I'm looking at new architecture for my site and was wondering if pairing NHibernate with a web service core is a good idea. What I want to do is make my webservice the core of my business, from the site front ends to the utilties I write. I'm trying to make all of my UIs completely ignorant of anything but my service API's.
In a simple strawman experiement, I'm running into issues with Serialzing my Iesi ISets....this is causing me to rethink the strategy altogether.
I know I could just develop a core Library (dll) and reference that in each of my applications, but maintaining that dll's version over a minimum of 6 applications seems like it's going to cause me much pain.
With NHibernate, what are the pro's and con's of those two approaches?
I see no problem in using NHibernate and webservices together - I just don't think it's a good idea to send the entities themselves over "to the other side".
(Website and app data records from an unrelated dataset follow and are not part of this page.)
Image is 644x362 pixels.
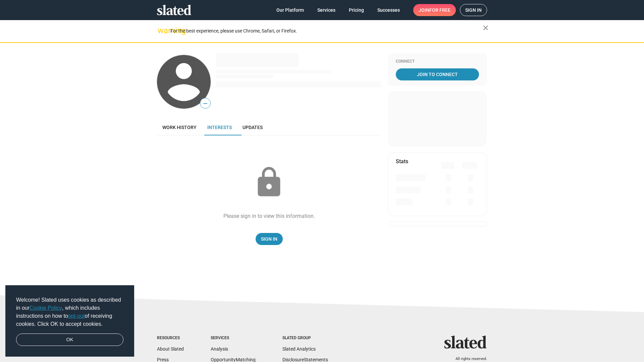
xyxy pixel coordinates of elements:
span: Updates [243,125,262,130]
a: opt-out [68,313,85,319]
span: Successes [377,4,400,16]
span: Services [317,4,336,16]
span: Pricing [349,4,364,16]
a: Cookie Policy [29,305,62,311]
span: for free [429,4,450,16]
span: Interests [207,125,232,130]
a: Sign in [460,4,487,16]
div: Slated Group [282,335,328,341]
div: Services [211,335,256,341]
span: Join [419,4,450,16]
a: Analysis [211,346,228,352]
span: Work history [162,125,196,130]
div: Connect [396,59,479,65]
a: Updates [237,120,268,136]
div: Please sign in to view this information. [224,213,315,220]
a: Pricing [344,4,369,16]
span: Sign In [261,233,277,245]
a: dismiss cookie message [16,334,123,346]
mat-icon: warning [158,27,166,35]
div: cookieconsent [5,285,134,357]
a: Join To Connect [396,68,479,81]
a: Work history [157,120,202,136]
span: Welcome! Slated uses cookies as described in our , which includes instructions on how to of recei... [16,296,123,328]
span: Sign in [465,4,482,16]
span: — [200,99,210,108]
a: Interests [202,120,237,136]
mat-icon: lock [252,166,286,199]
mat-icon: close [482,24,490,32]
a: Successes [372,4,405,16]
span: Join To Connect [397,68,477,81]
mat-card-title: Stats [396,158,408,165]
div: Resources [157,335,184,341]
div: For the best experience, please use Chrome, Safari, or Firefox. [170,27,483,36]
a: Services [312,4,341,16]
a: Joinfor free [413,4,456,16]
a: Slated Analytics [282,346,316,352]
span: Our Platform [276,4,304,16]
a: About Slated [157,346,184,352]
a: Sign In [256,233,283,245]
a: Our Platform [271,4,309,16]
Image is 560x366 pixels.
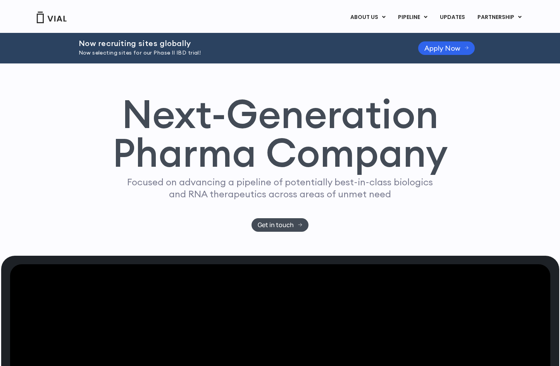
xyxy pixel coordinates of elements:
[392,11,433,24] a: PIPELINEMenu Toggle
[124,176,436,200] p: Focused on advancing a pipeline of potentially best-in-class biologics and RNA therapeutics acros...
[471,11,528,24] a: PARTNERSHIPMenu Toggle
[344,11,391,24] a: ABOUT USMenu Toggle
[424,45,460,51] span: Apply Now
[79,39,399,48] h2: Now recruiting sites globally
[418,41,475,55] a: Apply Now
[79,49,399,57] p: Now selecting sites for our Phase II IBD trial!
[36,12,67,23] img: Vial Logo
[434,11,471,24] a: UPDATES
[112,95,448,173] h1: Next-Generation Pharma Company
[258,222,294,228] span: Get in touch
[251,219,308,232] a: Get in touch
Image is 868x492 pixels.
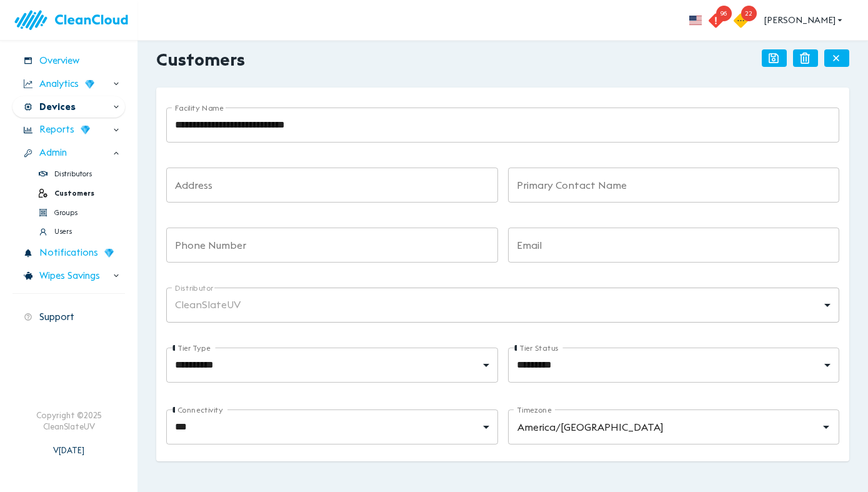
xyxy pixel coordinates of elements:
[39,100,75,114] span: Devices
[166,288,839,323] div: CleanSlateUV
[716,6,732,22] span: 96
[54,207,77,218] span: Groups
[54,188,94,199] span: Customers
[39,77,79,91] span: Analytics
[39,269,100,283] span: Wipes Savings
[741,6,756,22] span: 22
[54,169,92,179] span: Distributors
[85,79,94,89] img: wD3W5TX8dC78QAAAABJRU5ErkJggg==
[53,432,84,456] div: V [DATE]
[54,226,72,237] span: Users
[13,242,125,264] div: Notifications
[39,146,67,160] span: Admin
[39,310,74,325] span: Support
[39,246,98,260] span: Notifications
[13,265,125,287] div: Wipes Savings
[156,49,245,70] h2: Customers
[80,125,90,134] img: wD3W5TX8dC78QAAAABJRU5ErkJggg==
[39,54,79,68] span: Overview
[13,119,125,141] div: Reports
[13,73,125,95] div: Analytics
[13,142,125,164] div: Admin
[817,418,834,436] button: Open
[682,6,709,34] button: more
[734,2,759,38] button: 22
[13,3,137,38] img: logo.83bc1f05.svg
[13,204,125,222] div: Groups
[13,96,125,118] div: Devices
[39,122,74,137] span: Reports
[36,410,102,432] div: Copyright © 2025 CleanSlateUV
[824,49,849,67] button: Close
[793,49,818,67] button: Delete
[709,2,734,38] button: 96
[13,165,125,183] div: Distributors
[689,16,701,25] img: flag_us.eb7bbaae.svg
[762,49,786,67] button: Save
[759,9,849,32] button: [PERSON_NAME]
[13,223,125,241] div: Users
[13,306,125,328] div: Support
[105,248,113,257] img: wD3W5TX8dC78QAAAABJRU5ErkJggg==
[13,184,125,202] div: Customers
[13,50,125,72] div: Overview
[764,13,844,28] span: [PERSON_NAME]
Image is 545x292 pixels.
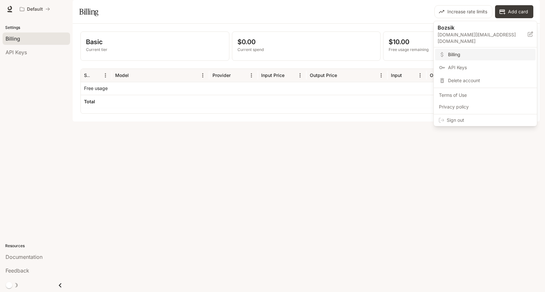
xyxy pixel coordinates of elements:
span: Terms of Use [439,92,532,98]
p: [DOMAIN_NAME][EMAIL_ADDRESS][DOMAIN_NAME] [438,31,528,44]
span: Privacy policy [439,103,532,110]
a: Terms of Use [435,89,536,101]
a: Billing [435,49,536,60]
div: Delete account [435,75,536,86]
span: Sign out [447,117,532,123]
div: Bozsik[DOMAIN_NAME][EMAIL_ADDRESS][DOMAIN_NAME] [434,21,537,47]
a: API Keys [435,62,536,73]
p: Bozsik [438,24,517,31]
span: API Keys [448,64,532,71]
span: Billing [448,51,532,58]
span: Delete account [448,77,532,84]
a: Privacy policy [435,101,536,113]
div: Sign out [434,114,537,126]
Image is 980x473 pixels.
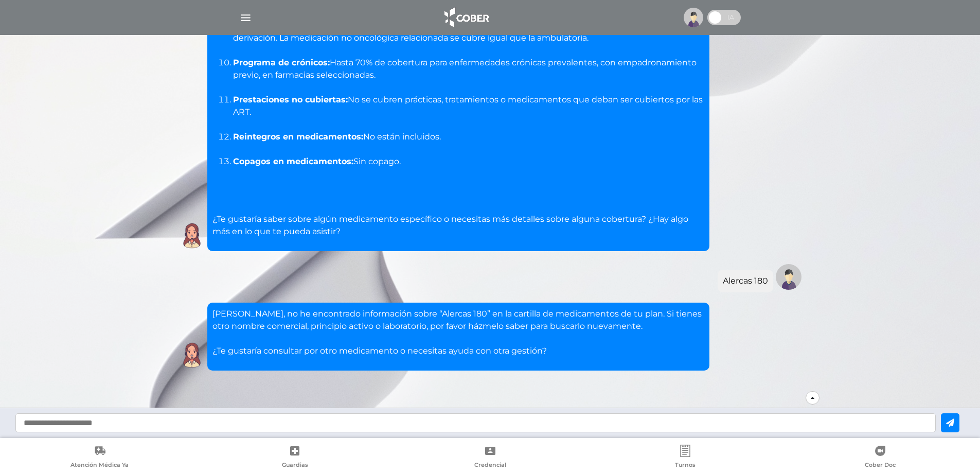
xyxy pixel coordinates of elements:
strong: Reintegros en medicamentos: [233,132,364,141]
li: Sin copago. [233,155,704,168]
img: Cober IA [179,342,205,368]
li: No están incluidos. [233,131,704,143]
img: profile-placeholder.svg [684,8,703,27]
img: Tu imagen [776,264,802,290]
a: Guardias [197,445,392,471]
span: Turnos [675,461,695,470]
strong: Prestaciones no cubiertas: [233,95,348,104]
strong: Copagos en medicamentos: [233,156,354,166]
img: logo_cober_home-white.png [439,5,493,30]
a: Atención Médica Ya [2,445,197,471]
strong: Programa de crónicos: [233,58,330,67]
img: Cober_menu-lines-white.svg [239,12,253,24]
div: Alercas 180 [723,275,768,287]
a: Cober Doc [783,445,978,471]
a: Credencial [393,445,588,471]
p: [PERSON_NAME], no he encontrado información sobre “Alercas 180” en la cartilla de medicamentos de... [213,308,704,357]
a: Turnos [588,445,783,471]
li: Hasta 70% de cobertura para enfermedades crónicas prevalentes, con empadronamiento previo, en far... [233,57,704,81]
li: No se cubren prácticas, tratamientos o medicamentos que deban ser cubiertos por las ART. [233,94,704,118]
span: Credencial [475,461,506,470]
img: Cober IA [179,223,205,249]
span: Guardias [282,461,308,470]
span: Atención Médica Ya [70,461,129,470]
span: Cober Doc [865,461,896,470]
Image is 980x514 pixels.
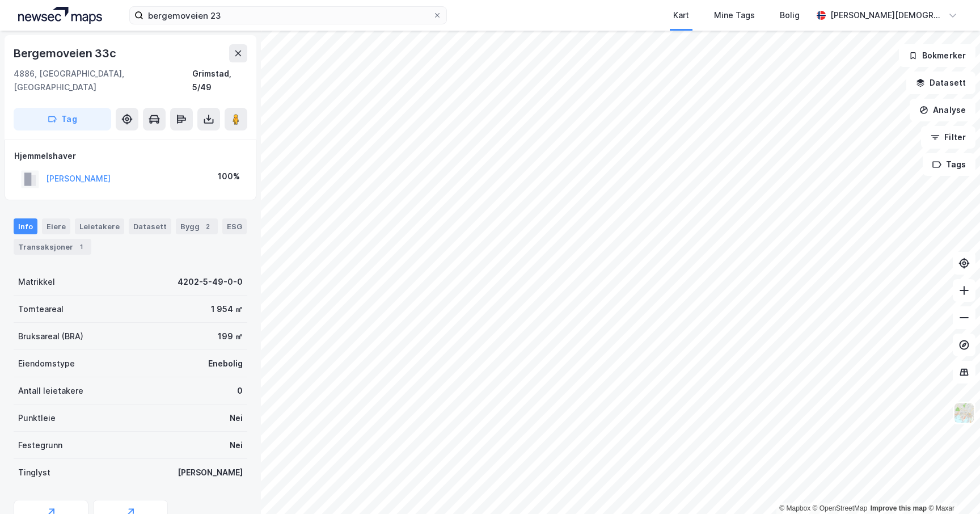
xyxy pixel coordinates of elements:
div: Eiere [42,218,70,234]
div: 1 [76,241,87,253]
input: Søk på adresse, matrikkel, gårdeiere, leietakere eller personer [143,7,432,23]
div: Hjemmelshaver [14,149,247,163]
div: Datasett [129,218,171,234]
div: Tomteareal [18,302,64,316]
button: Bokmerker [899,44,975,66]
div: Kontrollprogram for chat [923,460,980,514]
a: Improve this map [870,505,927,512]
div: 100% [218,169,240,184]
button: Tags [923,154,975,176]
div: 4886, [GEOGRAPHIC_DATA], [GEOGRAPHIC_DATA] [14,66,192,95]
div: Festegrunn [18,438,63,452]
div: [PERSON_NAME] [178,465,242,479]
div: Mine Tags [714,8,754,22]
button: Analyse [910,98,975,122]
button: Datasett [906,71,975,95]
div: Tinglyst [18,465,51,479]
div: [PERSON_NAME][DEMOGRAPHIC_DATA] [830,8,943,22]
div: Bolig [780,8,799,22]
div: Bruksareal (BRA) [18,330,83,344]
div: Info [14,218,37,234]
div: Transaksjoner [14,239,92,255]
div: Grimstad, 5/49 [192,66,247,95]
div: Nei [229,438,242,452]
button: Tag [14,108,111,130]
button: Filter [921,126,975,149]
div: Enebolig [208,357,242,371]
div: Leietakere [75,218,124,234]
a: Mapbox [779,505,811,512]
div: 1 954 ㎡ [211,302,242,316]
div: Antall leietakere [18,384,83,398]
div: 4202-5-49-0-0 [178,275,242,288]
div: ESG [222,218,247,234]
div: 2 [202,221,213,232]
div: Bergemoveien 33c [14,44,119,63]
div: Bygg [176,218,218,234]
div: Punktleie [18,411,55,425]
div: 199 ㎡ [218,330,242,344]
img: logo.a4113a55bc3d86da70a041830d287a7e.svg [18,7,102,23]
div: Kart [673,8,689,22]
div: 0 [237,384,242,398]
a: OpenStreetMap [812,505,868,512]
img: Z [953,403,974,424]
div: Matrikkel [18,275,55,288]
iframe: Chat Widget [923,460,980,514]
div: Nei [229,411,242,425]
div: Eiendomstype [18,357,75,371]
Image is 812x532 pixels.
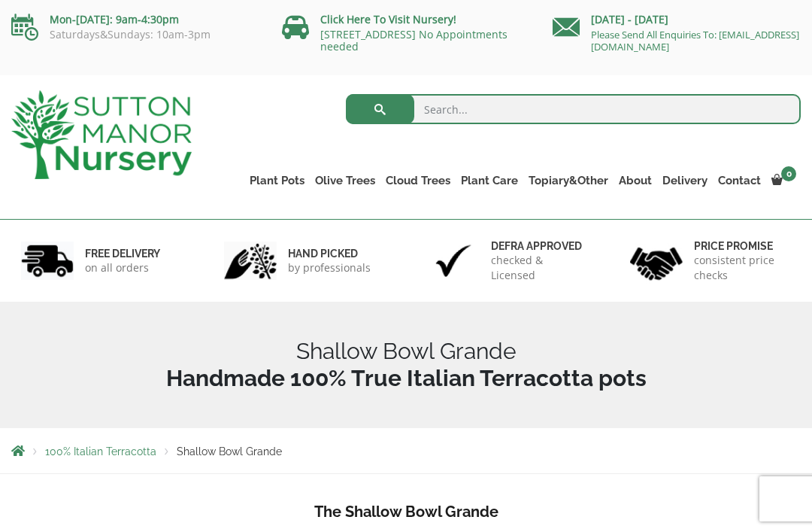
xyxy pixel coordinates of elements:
img: logo [11,90,192,179]
h1: Shallow Bowl Grande [11,337,801,392]
a: 0 [766,170,801,191]
img: 3.jpg [427,242,480,280]
h6: FREE DELIVERY [85,246,160,260]
p: checked & Licensed [491,253,588,283]
p: Mon-[DATE]: 9am-4:30pm [11,10,259,29]
img: 2.jpg [224,242,276,280]
a: Plant Care [456,170,524,191]
a: Delivery [657,170,713,191]
a: About [613,170,657,191]
input: Search... [346,94,801,124]
h6: Defra approved [491,239,588,253]
p: consistent price checks [694,253,791,283]
a: Olive Trees [310,170,380,191]
h6: hand picked [288,246,371,260]
a: 100% Italian Terracotta [45,445,156,457]
a: Click Here To Visit Nursery! [320,12,456,26]
b: The Shallow Bowl Grande [315,502,498,521]
span: Shallow Bowl Grande [177,445,282,457]
p: Saturdays&Sundays: 10am-3pm [11,29,259,40]
a: Cloud Trees [380,170,456,191]
a: [STREET_ADDRESS] No Appointments needed [320,27,508,53]
p: on all orders [85,260,160,275]
a: Topiary&Other [524,170,613,191]
h6: Price promise [694,239,791,253]
a: Please Send All Enquiries To: [EMAIL_ADDRESS][DOMAIN_NAME] [591,28,799,53]
img: 1.jpg [21,242,74,280]
nav: Breadcrumbs [11,444,801,456]
a: Plant Pots [244,170,310,191]
img: 4.jpg [630,238,683,284]
span: 0 [781,166,796,181]
p: by professionals [288,260,371,275]
p: [DATE] - [DATE] [553,10,801,29]
a: Contact [713,170,766,191]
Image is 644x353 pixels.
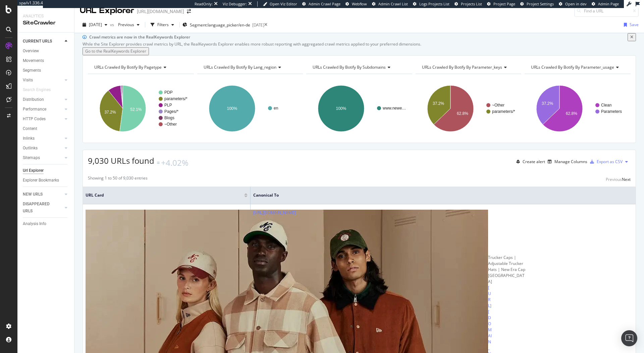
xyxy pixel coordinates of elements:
text: parameters/* [165,97,188,101]
text: parameters/* [492,109,515,114]
span: Open in dev [565,2,587,6]
div: Filters [158,22,168,27]
div: [URL][DOMAIN_NAME] [137,8,184,15]
h4: URLs Crawled By Botify By pagetype [93,62,188,73]
svg: A chart. [88,79,194,137]
div: HTTP Codes [23,115,46,122]
div: DISAPPEARED URLS [23,201,56,215]
div: Inlinks [23,135,34,142]
text: 62.8% [566,111,577,116]
span: 2025 Aug. 8th [89,22,102,27]
a: Project Settings [520,2,554,7]
h4: URLs Crawled By Botify By lang_region [203,62,297,73]
div: SiteCrawler [23,19,69,26]
a: Outlinks [23,144,63,151]
text: PLP [165,103,172,107]
a: Admin Crawl Page [302,2,340,7]
span: Admin Page [598,2,618,6]
a: Webflow [345,2,366,7]
div: Overview [23,48,39,55]
div: Viz Debugger: [223,2,247,7]
a: Performance [23,106,63,113]
div: Explorer Bookmarks [23,177,59,184]
button: Filters [148,19,177,30]
text: 62.8% [457,111,468,116]
a: CURRENT URLS [23,38,63,45]
span: Webflow [352,2,366,6]
h4: URLs Crawled By Botify By parameter_usage [529,62,625,73]
div: Segments [23,67,41,74]
a: Visits [23,77,63,84]
div: Sitemaps [23,155,40,161]
a: Sitemaps [23,155,63,161]
text: www.newe… [382,106,406,111]
div: Showing 1 to 50 of 9,030 entries [88,175,148,183]
svg: A chart. [307,79,412,137]
svg: A chart. [416,79,522,137]
div: URL Explorer [80,5,134,17]
a: Overview [23,48,70,55]
a: DISAPPEARED URLS [23,201,63,215]
span: Admin Crawl Page [308,2,340,6]
span: vs [110,22,115,27]
text: 37.2% [433,101,444,106]
text: 52.1% [130,107,142,112]
span: Logs Projects List [419,2,449,6]
a: Segments [23,67,70,74]
div: Crawl metrics are now in the RealKeywords Explorer [89,34,627,40]
div: Outlinks [23,144,38,151]
text: 37.2% [542,101,553,106]
button: Go to the RealKeywords Explorer [83,48,149,55]
div: Search Engines [23,86,50,93]
text: Parameters [601,109,622,114]
text: Pages/* [165,109,179,114]
div: Visits [23,77,33,84]
a: Content [23,125,70,132]
svg: A chart. [197,79,303,137]
a: Open Viz Editor [263,2,297,7]
span: Open Viz Editor [270,2,297,6]
div: While the Site Explorer provides crawl metrics by URL, the RealKeywords Explorer enables more rob... [83,41,636,48]
div: Save [630,22,639,27]
div: [DATE] [252,22,264,28]
a: HTTP Codes [23,115,63,122]
div: Performance [23,106,47,113]
div: Distribution [23,96,44,103]
div: Movements [23,57,44,64]
div: Content [23,125,37,132]
span: URLs Crawled By Botify By pagetype [94,64,161,70]
span: URLs Crawled By Botify By parameter_keys [422,64,502,70]
div: Export as CSV [596,158,623,165]
div: arrow-right-arrow-left [187,9,191,14]
span: URLs Crawled By Botify By lang_region [204,64,277,70]
a: NEW URLS [23,191,63,198]
span: Canonical To [253,193,623,198]
span: Previous [115,22,134,27]
text: Clean [601,103,611,107]
text: 100% [226,107,237,111]
div: Analysis Info [23,221,47,227]
h4: URLs Crawled By Botify By subdomains [311,62,406,73]
input: Find a URL [574,5,639,17]
div: Trucker Caps | Adjustable Trucker Hats | New Era Cap [GEOGRAPHIC_DATA] [488,254,526,285]
div: A chart. [524,79,631,137]
button: Previous [115,19,142,30]
div: NEW URLS [23,191,42,198]
button: close banner [627,33,636,41]
text: en [274,106,278,111]
span: Segment: language_picker/en-de [189,22,250,28]
a: [URL][DOMAIN_NAME] [253,210,296,216]
div: Next [622,177,631,182]
span: Projects List [461,2,482,6]
a: Projects List [455,2,482,7]
div: Url Explorer [23,167,43,174]
button: Previous [606,175,622,183]
span: Project Settings [527,2,554,6]
div: Open Intercom Messenger [621,330,637,347]
span: Project Page [493,2,515,6]
a: Movements [23,57,70,64]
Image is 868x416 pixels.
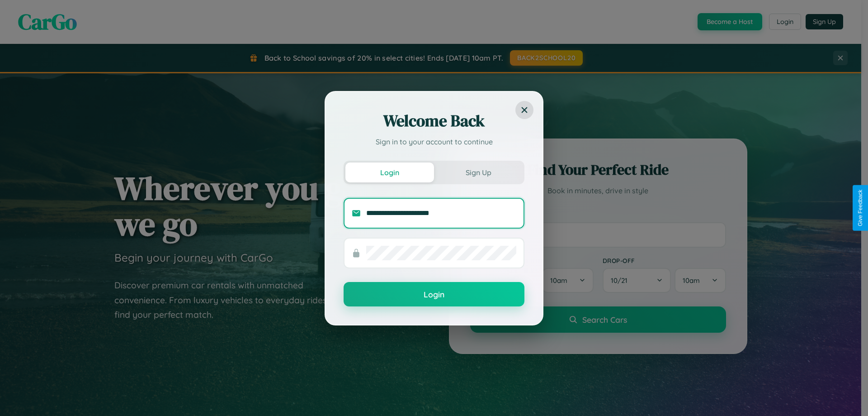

A better approach is to use a set of DTOs that are made for the service - then you won't be running into issues like that of serializing unknown types and such.
You can use a library like AutoMapper to do the mapping from the entities to the DTOs.
There's a lot of stuff written about this, some of it:
http://martinfowler.com/bliki/FirstLaw.html
http://ayende.com/Blog/archive/2009/05/14/the-stripper-pattern.aspx
http://elegantcode.com/2008/04/27/dtos-or-serialized-domain-entities/
DTOs vs Serializing Persisted Entities
As a side note for the service it self, you could design wise use an approach like Davy Brion describes here: http://davybrion.com/blog/2009/11/requestresponse-service-layer-series/
I don't know NHibernate, but want to remind you that you should be using WCF for new web service development, unless you are stuck in the past (.NET 2.0). Microsoft now considers ASMX web services to be "legacy technology", and you can imagine what that means.

NHibernate session management in WCF application

I am building a WCF application, using NHibernate for the persistence layer. A lot of documentation thats out there is about using NHibernate with ASP.NET applications. But very little on the best ways to manage NHibernate Sessions in a WCF application.
After reading up on Instance Management Techniques in WCF applications, I am going to use "per-call Services". Drawing parallel with ASP.NET, this is like opening NHibernate sessions on Application_BeginRequest and closing them on Application_EndRequest. Billy McCafferty's S#arp Architecture has a great example of doing this very elegantly. But I am finding it a little hard to use a similar concept in a WCF application.
Any code samples or pointers to blogs with examples, will be greatly appreciated.